The open domain-specific accelerator architecture being developed
in the ODSA Workgroup enables the chiplet-based silicon design to be composed
using best-of-breed components such as processors, accelerators, and memory and
I/O peripherals using optimal process nodes. The open architecture will provide
a complete stack of components (known good die, packaging, interconnect
network, software integration stack) that lowers the hardware and software
costs of developing and deploying domain-specific accelerator solutions.
Implementing open specifications contributed by participating companies, any
vendor's silicon die can become a building block that can be utilized in a
chiplet-based SoC design.
"The
end of Moore's Law will increase the use of domain-specific accelerators to
meet power-performance requirements in cloud infrastructure, network
infrastructure and IoT/wireless edge applications," said Bob Wheeler, principal
analyst, The Linley Group. "With its modular approach, the open domain-specific
accelerator architecture could change the chiplet paradigm from single-vendor
solutions to a world of choice, thereby enabling OEMs and operators to develop
and deploy advanced SoC solutions."
"Netronome's
domain-specific architecture as used in its Network Flow Processor (NFP)
products has been designed from the ground up keeping modularity, and economies
of silicon development and manufacturing costs as top of mind," said Niel
Viljoen, founder and CEO at Netronome. "We are extremely excited to collaborate
with industry leaders and contribute significant intellectual property and
related open specifications derived from the proven NFP products and apply that
effectively to the open and composable chiplet-based architecture being
developed in the ODSA Workgroup."
"The
use of AI and the need for power-efficient, high-throughput parallelism is
driving the growth of accelerators. However, the high cost and complexity of
accelerator development is a major factor restraining growth," said Steve
Mensor, vice president of marketing at Achronix. "We are delighted to join and
bring our embedded FPGA technology to the ODSA Workgroup to enable customers to
bring open, cost-efficient accelerator products to market."
"To
meet current and future growth demands, network providers need a more efficient
approach to satisfy the needs of a wide range of data center applications,"

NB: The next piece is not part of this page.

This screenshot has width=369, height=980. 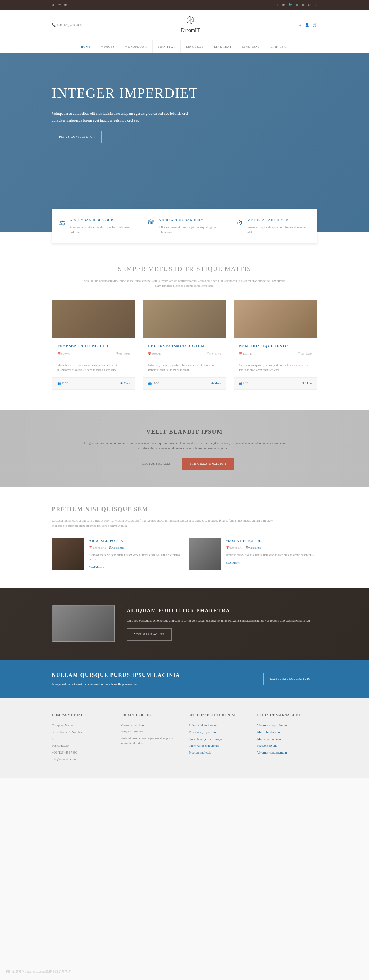 What do you see at coordinates (82, 752) in the screenshot?
I see `footer-address-line: +00 (123) 456 7890` at bounding box center [82, 752].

said Kevin O'Buckley, general manager ASIC Business Unit at GLOBALFOUNDRIES.
"Our collaboration efforts with the ODSA Workgroup ensure an additional option
to enable data center SoC accelerator technology supporting applications from
deep learning for artificial intelligence to next-generation 5G networks."
"Kandou's
Glasswing USR SerDes was designed to be the enabling interface for
heterogeneous chiplet architectures in a shared MCM package," said Amin
Shokrollahi, founder and CEO at Kandou. "With unprecedented bandwidth and
ultra-low power, Glasswing enables companies to quickly and efficiently build
flexible yet optimized solutions for workload-specific applications. Kandou
supports the ODSA Workgroup and delivering Glasswing as a critical component."
"NXP
strongly supports development of chiplet technology in support of
domain-specific acceleration for multiple markets," said Sam Fuller, director
of marketing at NXP. "NXP is pleased to join the ODSA Workgroup and provide its
Multicore Arm® SoC solutions to enable low-power, low-latency, open accelerator
solutions that deliver greater cost and performance efficiencies."
"Sarcina
provides complex high-speed and high pin-count packaging solutions for leading
fabless semiconductor companies," said Larry Zu, Ph.D., president at Sarcina
Technology LLC. "We are pleased to join the ODSA Workgroup and offer a
packaging service for the open data center accelerator prototype that can
accelerate the time-to-package while lowering the total cost."
"A
'one size fits all' architecture approach to data center workloads will not
deliver the required performance and efficiency," said Dr. Naveed Sherwani,
president and CEO at SiFive. "We are pleased to be a member of the ODSA
Workgroup and look forward to SiFive's leading RISC-V Core IP being available
in chiplet form, potentially via our silicon capabilities, to enable customers
to create open, heterogeneous, best-in-class accelerators at low cost."